Trace the History of an Old House Through Deeds

You want to know who built your house, when, and who lived there. The answer lives in public records, mainly deeds held at the county clerk’s office. This guide walks you through building the chain of title backward from today to the original owner, and how to fill the gaps with maps, censuses, and directories. No special access is needed; these records are public.

Start With What You Already Know

Begin with the current deed and the parcel number from the tax assessor. The deed names the current owner (grantee) and the person who sold to them (grantor), and it usually says something like “being the same premises conveyed” with a reference to the prior deed’s book and page. That reference is your thread. Pull it, and you have the next deed back.

Work Backward Through the Chain of Title

At the county clerk’s office you will find two master indexes: a grantor index (sellers) and a grantee index (buyers). To go back in time, look up your current owner as a grantee to find when and from whom they bought. Then look up that seller as a grantee to find when they bought. Repeat. Each step moves you one owner earlier. In Chemung County, these records are kept at the County Clerk in Elmira, and older volumes may be on microfilm.

Reading the Deed for Clues

Deeds carry more than names. Watch for these details:

  • The property description. Older deeds use metes and bounds, measuring from trees, stones, roads, and neighbors’ land. Neighbor names help you confirm you have the right parcel.
  • Consideration. A sudden jump in price can signal that a house was built between two sales.
  • Reservations and rights. Rights of way, water rights, and life estates reveal how the land was used.

Pin Down When the House Was Built

Deeds transfer land, not buildings, so they rarely state a build date directly. Triangulate instead. A big price increase between two transfers often marks new construction. Old maps and atlases are decisive here: if a structure appears on an atlas of one year but not an earlier one, the house was likely built between them. For the Chemung Valley, the F. W. Beers atlas of 1869 shows many rural buildings and the names of the families who owned them.

Cross-Reference Other Records

The deed chain gives you owners; other records give you lives. Federal census records place families at addresses by decade and list ages and occupations. Tax assessment rolls show when a parcel’s value rose, another construction clue. City directories list residents year by year, useful for renters who never appear in deeds. Your county historical society may hold photographs, obituaries, and family files that connect the names to real people.

A Real Scenario

Suppose your deed says the land was “the same premises conveyed in Liber 210, page 88.” You pull that deed and find a sale in 1901 for a modest sum, land only by the description. You trace back one more step and find the same parcel sold in 1904 for a much higher sum. That jump suggests a house went up between 1901 and 1904. You check an atlas and a 1900 census: no structure listed, the family living elsewhere. By the 1910 census they are at the address. Your evidence now points to a house built around 1902-1903.

Common Mistakes and How to Fix Them

  • Assuming the deed date is the build date. Land sells before and after building. Confirm construction with price jumps, maps, and censuses.
  • Losing the parcel when boundaries change. Farms were split and merged. Track neighbor names and acreage, not just the address.
  • Stopping at the first gap. A missing reference often means the transfer was by will or inheritance. Check probate and estate records at the surrogate’s court.
  • Trusting online summaries only. Aggregator sites miss older records. Go to the actual clerk’s indexes.

Action Checklist

  • Get the parcel number and current deed from the assessor and clerk.
  • Note the “same premises” reference to the prior deed.
  • Search the grantee index to find each earlier purchase.
  • Record book, page, date, names, price, and description for every deed.
  • Watch for price jumps that signal construction.
  • Compare dated maps and atlases to see when the building first appears.
  • Confirm residents with census records and city directories.
  • Check probate records where a deed trail goes cold.

Conclusion and Next Step

House history is detective work, and the deed chain is your spine. Start this week by pulling your current deed and finding its reference to the one before it. From there, each visit to the clerk’s office moves you another owner into the past. Keep a simple spreadsheet of every record you find so the chain stays clear.

Frequently Asked Questions

Do I have to pay to see deeds?

Viewing indexes and records at the county clerk’s office is generally free or low cost. Certified copies carry a fee, but you rarely need them for research.

What if the trail breaks with no prior deed reference?

The property likely passed by will or inheritance rather than sale. Search the surrogate’s or probate court for the estate of the last known owner.

How far back can I realistically go?

You can usually reach the original land grant or the earliest recorded transfer, though very old descriptions get harder to match to today’s parcel.

Can I do this entirely online?

Some counties have digitized indexes, but older Chemung Valley records often require microfilm or an in-person visit to the clerk’s office.

References

  • Chemung County Clerk’s Office, Elmira, New York, for deed and land records.
  • Chemung County Historical Society for maps, atlases, and family files.
  • National Archives (NARA) for federal census records.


> _TRY IT_
Using the records that follow, count the lines containing the word "style" and give that number only.

(RECORDS FOR THIS EXERCISE begins)

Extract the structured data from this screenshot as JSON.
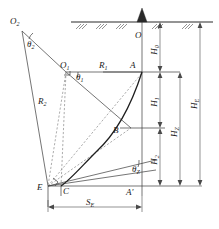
{
  "figure": {
    "type": "geotechnical-slip-surface-diagram",
    "background_color": "#ffffff",
    "line_color": "#3a3a3a",
    "curve_color": "#1f1f1f",
    "dashed_color": "#8a8a8a"
  },
  "points": {
    "O2": "O",
    "O2_sub": "2",
    "O1": "O",
    "O1_sub": "1",
    "O": "O",
    "A": "A",
    "B": "B",
    "E": "E",
    "C": "C",
    "Aprime": "A′"
  },
  "radii": {
    "R1": "R",
    "R1_sub": "1",
    "R2": "R",
    "R2_sub": "2"
  },
  "angles": {
    "theta1": "θ",
    "theta1_sub": "1",
    "theta2": "θ",
    "theta2_sub": "2",
    "thetaZ": "θ",
    "thetaZ_sub": "Z"
  },
  "heights": {
    "H0": "H",
    "H0_sub": "0",
    "H1": "H",
    "H1_sub": "1",
    "H2": "H",
    "H2_sub": "2",
    "HZ": "H",
    "HZ_sub": "Z",
    "HE": "H",
    "HE_sub": "E"
  },
  "spans": {
    "SE": "S",
    "SE_sub": "E"
  }
}
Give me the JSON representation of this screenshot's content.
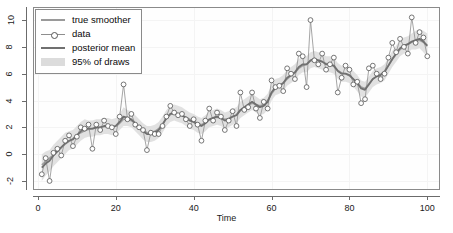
{
  "chart_data": {
    "type": "line",
    "title": "",
    "xlabel": "Time",
    "ylabel": "",
    "xlim": [
      -1,
      103
    ],
    "ylim": [
      -2.6,
      10.9
    ],
    "xticks": [
      0,
      20,
      40,
      60,
      80,
      100
    ],
    "yticks": [
      -2,
      0,
      2,
      4,
      6,
      8,
      10
    ],
    "grid": true,
    "legend": [
      {
        "label": "true smoother",
        "style": "line",
        "color": "#9a9a9a"
      },
      {
        "label": "data",
        "style": "line-marker",
        "color": "#8e8e8e"
      },
      {
        "label": "posterior mean",
        "style": "line",
        "color": "#707070"
      },
      {
        "label": "95% of draws",
        "style": "band",
        "color": "#dcdcdc"
      }
    ],
    "legend_position": "top-left",
    "x": [
      1,
      2,
      3,
      4,
      5,
      6,
      7,
      8,
      9,
      10,
      11,
      12,
      13,
      14,
      15,
      16,
      17,
      18,
      19,
      20,
      21,
      22,
      23,
      24,
      25,
      26,
      27,
      28,
      29,
      30,
      31,
      32,
      33,
      34,
      35,
      36,
      37,
      38,
      39,
      40,
      41,
      42,
      43,
      44,
      45,
      46,
      47,
      48,
      49,
      50,
      51,
      52,
      53,
      54,
      55,
      56,
      57,
      58,
      59,
      60,
      61,
      62,
      63,
      64,
      65,
      66,
      67,
      68,
      69,
      70,
      71,
      72,
      73,
      74,
      75,
      76,
      77,
      78,
      79,
      80,
      81,
      82,
      83,
      84,
      85,
      86,
      87,
      88,
      89,
      90,
      91,
      92,
      93,
      94,
      95,
      96,
      97,
      98,
      99,
      100
    ],
    "series": [
      {
        "name": "data",
        "values": [
          -1.5,
          -0.3,
          -2.0,
          0.1,
          0.4,
          -0.1,
          1.0,
          1.4,
          0.6,
          1.3,
          2.0,
          1.9,
          2.2,
          0.4,
          2.2,
          1.8,
          2.5,
          2.1,
          2.0,
          1.5,
          2.8,
          5.2,
          2.6,
          3.0,
          2.2,
          2.0,
          1.8,
          0.3,
          1.6,
          1.5,
          1.5,
          2.1,
          2.8,
          3.6,
          3.1,
          2.9,
          3.0,
          2.6,
          2.1,
          2.6,
          2.2,
          1.0,
          2.5,
          3.4,
          2.5,
          3.1,
          2.8,
          1.8,
          2.5,
          3.2,
          2.1,
          4.6,
          3.3,
          3.5,
          4.6,
          3.4,
          2.7,
          3.9,
          3.4,
          5.5,
          5.0,
          5.1,
          4.7,
          6.4,
          6.0,
          5.6,
          7.5,
          7.3,
          5.0,
          10.0,
          7.0,
          6.7,
          7.5,
          6.3,
          6.7,
          7.2,
          4.6,
          5.7,
          6.6,
          6.3,
          5.2,
          5.4,
          3.8,
          4.1,
          6.4,
          6.6,
          6.0,
          5.6,
          6.0,
          7.2,
          8.3,
          7.6,
          8.6,
          8.0,
          7.5,
          10.2,
          8.3,
          9.1,
          8.7,
          7.3
        ]
      },
      {
        "name": "posterior mean",
        "values": [
          -1.0,
          -0.7,
          -0.5,
          -0.1,
          0.2,
          0.5,
          0.8,
          1.0,
          1.1,
          1.4,
          1.7,
          1.9,
          1.9,
          1.9,
          2.0,
          2.0,
          2.1,
          2.1,
          2.0,
          2.1,
          2.4,
          2.8,
          2.7,
          2.6,
          2.3,
          2.0,
          1.7,
          1.5,
          1.5,
          1.6,
          1.8,
          2.2,
          2.7,
          3.0,
          3.1,
          3.0,
          2.9,
          2.7,
          2.5,
          2.4,
          2.2,
          2.1,
          2.3,
          2.6,
          2.7,
          2.8,
          2.7,
          2.5,
          2.6,
          2.8,
          2.9,
          3.3,
          3.5,
          3.7,
          3.9,
          3.7,
          3.5,
          3.6,
          3.9,
          4.6,
          5.0,
          5.1,
          5.3,
          5.7,
          5.9,
          6.1,
          6.5,
          6.7,
          6.7,
          7.0,
          7.1,
          7.0,
          6.9,
          6.7,
          6.7,
          6.6,
          6.2,
          6.0,
          6.0,
          5.9,
          5.6,
          5.3,
          4.9,
          4.8,
          5.2,
          5.6,
          5.8,
          5.9,
          6.1,
          6.6,
          7.1,
          7.5,
          7.9,
          8.1,
          8.2,
          8.4,
          8.5,
          8.6,
          8.4,
          8.1
        ]
      },
      {
        "name": "true smoother",
        "values": [
          -0.8,
          -0.55,
          -0.3,
          -0.05,
          0.2,
          0.5,
          0.75,
          0.95,
          1.15,
          1.4,
          1.6,
          1.75,
          1.85,
          1.9,
          1.95,
          2.0,
          2.05,
          2.05,
          2.05,
          2.1,
          2.3,
          2.6,
          2.6,
          2.5,
          2.3,
          2.05,
          1.8,
          1.6,
          1.6,
          1.7,
          1.9,
          2.25,
          2.65,
          2.95,
          3.05,
          3.0,
          2.9,
          2.75,
          2.6,
          2.45,
          2.3,
          2.2,
          2.35,
          2.55,
          2.7,
          2.75,
          2.7,
          2.6,
          2.65,
          2.8,
          2.95,
          3.25,
          3.45,
          3.65,
          3.8,
          3.7,
          3.6,
          3.7,
          4.0,
          4.5,
          4.9,
          5.1,
          5.3,
          5.6,
          5.85,
          6.05,
          6.4,
          6.6,
          6.7,
          6.95,
          7.05,
          7.0,
          6.9,
          6.75,
          6.7,
          6.55,
          6.25,
          6.05,
          6.0,
          5.85,
          5.6,
          5.35,
          5.0,
          4.9,
          5.25,
          5.6,
          5.8,
          5.95,
          6.2,
          6.6,
          7.05,
          7.45,
          7.8,
          8.05,
          8.2,
          8.35,
          8.45,
          8.5,
          8.35,
          8.05
        ]
      }
    ],
    "band": {
      "name": "95% of draws",
      "lower": [
        -2.0,
        -1.6,
        -1.3,
        -0.9,
        -0.6,
        -0.3,
        0.0,
        0.3,
        0.4,
        0.7,
        1.0,
        1.2,
        1.3,
        1.3,
        1.4,
        1.4,
        1.5,
        1.5,
        1.4,
        1.5,
        1.8,
        2.1,
        2.1,
        2.0,
        1.7,
        1.4,
        1.1,
        0.9,
        0.9,
        1.0,
        1.2,
        1.6,
        2.1,
        2.4,
        2.5,
        2.4,
        2.3,
        2.1,
        1.9,
        1.8,
        1.6,
        1.5,
        1.7,
        2.0,
        2.1,
        2.2,
        2.1,
        1.9,
        2.0,
        2.2,
        2.3,
        2.7,
        2.9,
        3.1,
        3.3,
        3.1,
        2.9,
        3.0,
        3.3,
        4.0,
        4.4,
        4.5,
        4.7,
        5.1,
        5.3,
        5.5,
        5.9,
        6.1,
        6.1,
        6.4,
        6.5,
        6.4,
        6.3,
        6.1,
        6.1,
        6.0,
        5.6,
        5.4,
        5.4,
        5.3,
        5.0,
        4.7,
        4.3,
        4.2,
        4.6,
        5.0,
        5.2,
        5.3,
        5.5,
        6.0,
        6.5,
        6.9,
        7.3,
        7.5,
        7.6,
        7.8,
        7.8,
        7.9,
        7.6,
        7.2
      ],
      "upper": [
        0.0,
        0.2,
        0.3,
        0.7,
        1.0,
        1.3,
        1.6,
        1.7,
        1.8,
        2.1,
        2.4,
        2.6,
        2.5,
        2.5,
        2.6,
        2.6,
        2.7,
        2.7,
        2.6,
        2.7,
        3.0,
        3.5,
        3.3,
        3.2,
        2.9,
        2.6,
        2.3,
        2.1,
        2.1,
        2.2,
        2.4,
        2.8,
        3.3,
        3.6,
        3.7,
        3.6,
        3.5,
        3.3,
        3.1,
        3.0,
        2.8,
        2.7,
        2.9,
        3.2,
        3.3,
        3.4,
        3.3,
        3.1,
        3.2,
        3.4,
        3.5,
        3.9,
        4.1,
        4.3,
        4.5,
        4.3,
        4.1,
        4.2,
        4.5,
        5.2,
        5.6,
        5.7,
        5.9,
        6.3,
        6.5,
        6.7,
        7.1,
        7.3,
        7.3,
        7.6,
        7.7,
        7.6,
        7.5,
        7.3,
        7.3,
        7.2,
        6.8,
        6.6,
        6.6,
        6.5,
        6.2,
        5.9,
        5.5,
        5.4,
        5.8,
        6.2,
        6.4,
        6.5,
        6.7,
        7.2,
        7.7,
        8.1,
        8.5,
        8.7,
        8.8,
        9.0,
        9.2,
        9.3,
        9.2,
        9.0
      ]
    },
    "colors": {
      "data_line": "#8e8e8e",
      "data_marker_stroke": "#555555",
      "data_marker_fill": "#ffffff",
      "posterior_mean": "#707070",
      "true_smoother": "#9a9a9a",
      "band": "#dcdcdc",
      "axis": "#6b6b6b",
      "grid": "#f4f4f4",
      "text": "#1a1a1a"
    }
  }
}
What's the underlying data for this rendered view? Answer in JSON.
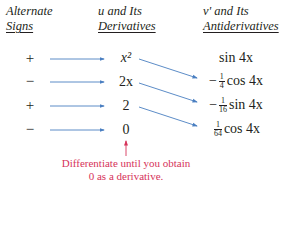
{
  "headers": {
    "signs": [
      "Alternate",
      "Signs"
    ],
    "derivatives": [
      "u and Its",
      "Derivatives"
    ],
    "antiderivatives": [
      "v' and Its",
      "Antiderivatives"
    ]
  },
  "rows": [
    {
      "sign": "+",
      "derivative": "x²",
      "antiderivative": {
        "prefix": "",
        "num": "",
        "den": "",
        "expr": "sin 4x"
      }
    },
    {
      "sign": "−",
      "derivative": "2x",
      "antiderivative": {
        "prefix": "−",
        "num": "1",
        "den": "4",
        "expr": "cos 4x"
      }
    },
    {
      "sign": "+",
      "derivative": "2",
      "antiderivative": {
        "prefix": "−",
        "num": "1",
        "den": "16",
        "expr": "sin 4x"
      }
    },
    {
      "sign": "−",
      "derivative": "0",
      "antiderivative": {
        "prefix": "",
        "num": "1",
        "den": "64",
        "expr": "cos 4x"
      }
    }
  ],
  "note": [
    "Differentiate until you obtain",
    "0 as a derivative."
  ],
  "colors": {
    "arrow": "#4a7fc1",
    "note": "#d6335a",
    "text": "#231f20"
  }
}
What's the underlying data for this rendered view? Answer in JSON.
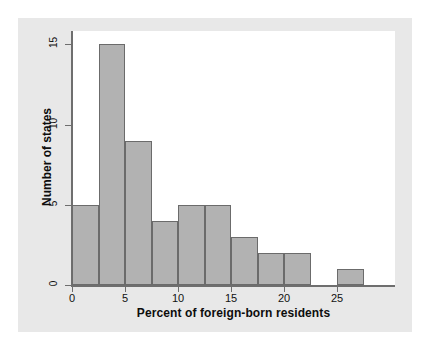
{
  "chart_data": {
    "type": "bar",
    "title": "",
    "subtitle": "",
    "xlabel": "Percent of foreign-born residents",
    "ylabel": "Number of states",
    "xlim": [
      -1.5,
      29
    ],
    "ylim": [
      0,
      16.2
    ],
    "grid": false,
    "legend": null,
    "bin_width": 2.5,
    "bin_edges": [
      0,
      2.5,
      5,
      7.5,
      10,
      12.5,
      15,
      17.5,
      20,
      22.5,
      25,
      27.5
    ],
    "categories": [
      "0-2.5",
      "2.5-5",
      "5-7.5",
      "7.5-10",
      "10-12.5",
      "12.5-15",
      "15-17.5",
      "17.5-20",
      "20-22.5",
      "22.5-25",
      "25-27.5"
    ],
    "values": [
      5,
      15,
      9,
      4,
      5,
      5,
      3,
      2,
      2,
      0,
      1
    ],
    "bars": [
      {
        "x0": 0,
        "x1": 2.5,
        "value": 5
      },
      {
        "x0": 2.5,
        "x1": 5,
        "value": 15
      },
      {
        "x0": 5,
        "x1": 7.5,
        "value": 9
      },
      {
        "x0": 7.5,
        "x1": 10,
        "value": 4
      },
      {
        "x0": 10,
        "x1": 12.5,
        "value": 5
      },
      {
        "x0": 12.5,
        "x1": 15,
        "value": 5
      },
      {
        "x0": 15,
        "x1": 17.5,
        "value": 3
      },
      {
        "x0": 17.5,
        "x1": 20,
        "value": 2
      },
      {
        "x0": 20,
        "x1": 22.5,
        "value": 2
      },
      {
        "x0": 22.5,
        "x1": 25,
        "value": 0
      },
      {
        "x0": 25,
        "x1": 27.5,
        "value": 1
      }
    ],
    "xticks": [
      0,
      5,
      10,
      15,
      20,
      25
    ],
    "xtick_labels": [
      "0",
      "5",
      "10",
      "15",
      "20",
      "25"
    ],
    "yticks": [
      0,
      5,
      10,
      15
    ],
    "ytick_labels": [
      "0",
      "5",
      "10",
      "15"
    ],
    "colors": {
      "bar_fill": "#b2b2b2",
      "bar_border": "#6b6b6b",
      "axis": "#6e6e6e",
      "text": "#0d0d0d",
      "plot_background": "#ffffff",
      "panel_background": "#e8e8e8",
      "page_background": "#ffffff"
    }
  }
}
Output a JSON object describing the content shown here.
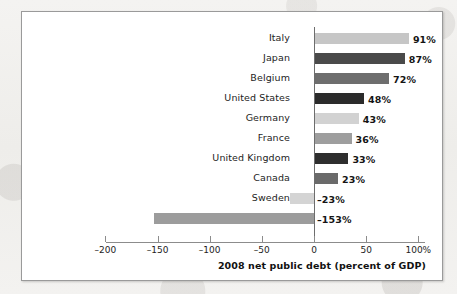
{
  "chart_data": {
    "type": "bar",
    "orientation": "horizontal",
    "title": "",
    "xlabel": "2008 net public debt (percent of GDP)",
    "ylabel": "",
    "xlim": [
      -200,
      100
    ],
    "grid": false,
    "legend": null,
    "categories": [
      "Italy",
      "Japan",
      "Belgium",
      "United States",
      "Germany",
      "France",
      "United Kingdom",
      "Canada",
      "Sweden",
      "Norway"
    ],
    "values": [
      91,
      87,
      72,
      48,
      43,
      36,
      33,
      23,
      -23,
      -153
    ],
    "data_labels": [
      "91%",
      "87%",
      "72%",
      "48%",
      "43%",
      "36%",
      "33%",
      "23%",
      "–23%",
      "–153%"
    ],
    "bar_colors": [
      "#c6c6c6",
      "#4a4a4a",
      "#6e6e6e",
      "#2b2b2b",
      "#d2d2d2",
      "#9e9e9e",
      "#2e2e2e",
      "#6a6a6a",
      "#d4d4d4",
      "#9c9c9c"
    ],
    "xticks": [
      -200,
      -150,
      -100,
      -50,
      0,
      50,
      100
    ],
    "xtick_labels": [
      "–200",
      "–150",
      "–100",
      "–50",
      "0",
      "50",
      "100%"
    ]
  },
  "figure": {
    "frame_color": "#9a9a9a",
    "background": "#ffffff",
    "page_background": "#f2f1ef"
  }
}
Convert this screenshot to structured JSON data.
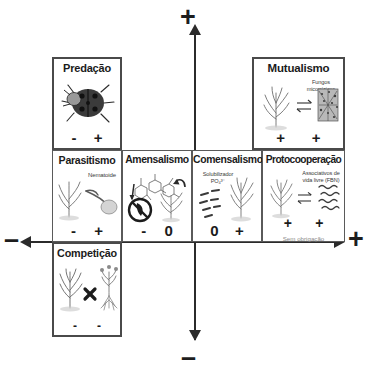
{
  "diagram": {
    "axes": {
      "top_sign": "+",
      "bottom_sign": "–",
      "left_sign": "–",
      "right_sign": "+"
    },
    "colors": {
      "line": "#2b2b2b",
      "box_border": "#5a5a5a",
      "text": "#1b1b1b",
      "muted": "#8a8a8a"
    }
  },
  "boxes": [
    {
      "id": "predacao",
      "label": "Predação",
      "signs": [
        "-",
        "+"
      ],
      "caption": "",
      "subnote": "",
      "icon": "ladybug-icon"
    },
    {
      "id": "mutualismo",
      "label": "Mutualismo",
      "signs": [
        "+",
        "+"
      ],
      "caption": "Fungos\nmicorrízicos",
      "subnote": "",
      "icon": "plant-mycorrhiza-icon"
    },
    {
      "id": "parasitismo",
      "label": "Parasitismo",
      "signs": [
        "-",
        "+"
      ],
      "caption": "Nematoide",
      "subnote": "",
      "icon": "plant-nematode-icon"
    },
    {
      "id": "amensalismo",
      "label": "Amensalismo",
      "signs": [
        "-",
        "0"
      ],
      "caption": "",
      "subnote": "",
      "icon": "allelochemical-inhibition-icon"
    },
    {
      "id": "comensalismo",
      "label": "Comensalismo",
      "signs": [
        "0",
        "+"
      ],
      "caption": "Solubilizador\nPO₄³⁻",
      "subnote": "",
      "icon": "bacteria-plant-icon"
    },
    {
      "id": "protocooperacao",
      "label": "Protocooperação",
      "signs": [
        "+",
        "+"
      ],
      "caption": "Associativos de\nvida livre (FBN)",
      "subnote": "Sem obrigação",
      "icon": "plant-freeliving-bacteria-icon"
    },
    {
      "id": "competicao",
      "label": "Competição",
      "signs": [
        "-",
        "-"
      ],
      "caption": "",
      "subnote": "",
      "icon": "two-plants-cross-icon"
    }
  ]
}
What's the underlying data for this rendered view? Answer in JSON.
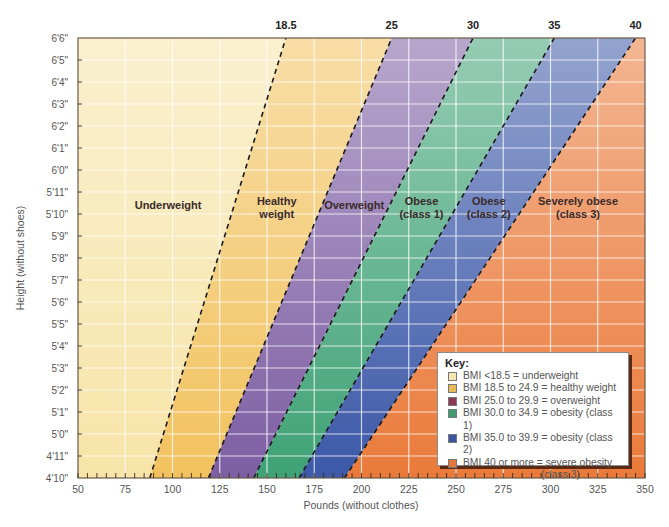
{
  "chart_data": {
    "type": "area",
    "title": "",
    "xlabel": "Pounds (without clothes)",
    "ylabel": "Height (without shoes)",
    "xlim": [
      50,
      350
    ],
    "x_ticks": [
      "50",
      "75",
      "100",
      "125",
      "150",
      "175",
      "200",
      "225",
      "250",
      "275",
      "300",
      "325",
      "350"
    ],
    "y_ticks": [
      "4'10\"",
      "4'11\"",
      "5'0\"",
      "5'1\"",
      "5'2\"",
      "5'3\"",
      "5'4\"",
      "5'5\"",
      "5'6\"",
      "5'7\"",
      "5'8\"",
      "5'9\"",
      "5'10\"",
      "5'11\"",
      "6'0\"",
      "6'1\"",
      "6'2\"",
      "6'3\"",
      "6'4\"",
      "6'5\"",
      "6'6\""
    ],
    "grid": true,
    "bmi_boundaries": [
      {
        "bmi": "18.5",
        "weight_at_4ft10": 88,
        "weight_at_6ft6": 160
      },
      {
        "bmi": "25",
        "weight_at_4ft10": 119,
        "weight_at_6ft6": 216
      },
      {
        "bmi": "30",
        "weight_at_4ft10": 143,
        "weight_at_6ft6": 259
      },
      {
        "bmi": "35",
        "weight_at_4ft10": 167,
        "weight_at_6ft6": 302
      },
      {
        "bmi": "40",
        "weight_at_4ft10": 191,
        "weight_at_6ft6": 345
      }
    ],
    "zones": [
      {
        "label_line1": "Underweight",
        "label_line2": "",
        "color": "#f7e4a8"
      },
      {
        "label_line1": "Healthy",
        "label_line2": "weight",
        "color": "#f2c25e"
      },
      {
        "label_line1": "Overweight",
        "label_line2": "",
        "color": "#7d5ea3"
      },
      {
        "label_line1": "Obese",
        "label_line2": "(class 1)",
        "color": "#3fa276"
      },
      {
        "label_line1": "Obese",
        "label_line2": "(class 2)",
        "color": "#3c58a8"
      },
      {
        "label_line1": "Severely obese",
        "label_line2": "(class 3)",
        "color": "#ea7a3a"
      }
    ],
    "legend_position": "bottom-right"
  },
  "key": {
    "title": "Key:",
    "items": [
      {
        "text": "BMI <18.5 = underweight",
        "color": "#f6e6b0"
      },
      {
        "text": "BMI 18.5 to 24.9 = healthy weight",
        "color": "#e9b859"
      },
      {
        "text": "BMI 25.0 to 29.9 = overweight",
        "color": "#8b3a55"
      },
      {
        "text": "BMI 30.0 to 34.9 = obesity (class 1)",
        "color": "#3f9a72"
      },
      {
        "text": "BMI 35.0 to 39.9 = obesity (class 2)",
        "color": "#3c55a0"
      },
      {
        "text": "BMI 40 or more = severe obesity",
        "color": "#e5773d"
      }
    ],
    "last_item_continuation": "(class 3)"
  }
}
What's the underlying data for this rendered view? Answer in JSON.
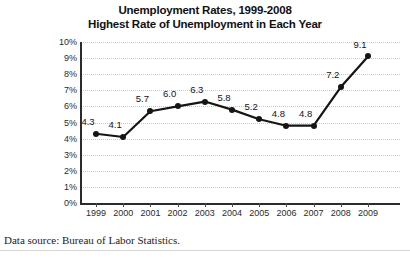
{
  "chart_data": {
    "type": "line",
    "title": "Unemployment Rates, 1999-2008",
    "subtitle": "Highest Rate of Unemployment in Each Year",
    "xlabel": "",
    "ylabel": "",
    "ylim": [
      0,
      10
    ],
    "ytick_step": 1,
    "grid": true,
    "legend": "none",
    "categories": [
      "1999",
      "2000",
      "2001",
      "2002",
      "2003",
      "2004",
      "2005",
      "2006",
      "2007",
      "2008",
      "2009"
    ],
    "values": [
      4.3,
      4.1,
      5.7,
      6.0,
      6.3,
      5.8,
      5.2,
      4.8,
      4.8,
      7.2,
      9.1
    ],
    "point_labels": [
      "4.3",
      "4.1",
      "5.7",
      "6.0",
      "6.3",
      "5.8",
      "5.2",
      "4.8",
      "4.8",
      "7.2",
      "9.1"
    ],
    "ytick_labels": [
      "10%",
      "9%",
      "8%",
      "7%",
      "6%",
      "5%",
      "4%",
      "3%",
      "2%",
      "1%",
      "0%"
    ],
    "series_color": "#151515",
    "grid_color": "#c9c9c9",
    "axis_color": "#2b2b2b"
  },
  "footer": {
    "source_note": "Data source: Bureau of Labor Statistics."
  }
}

(RECORDS FOR THIS EXERCISE ends)

> _PROBLEM SOLUTION_
4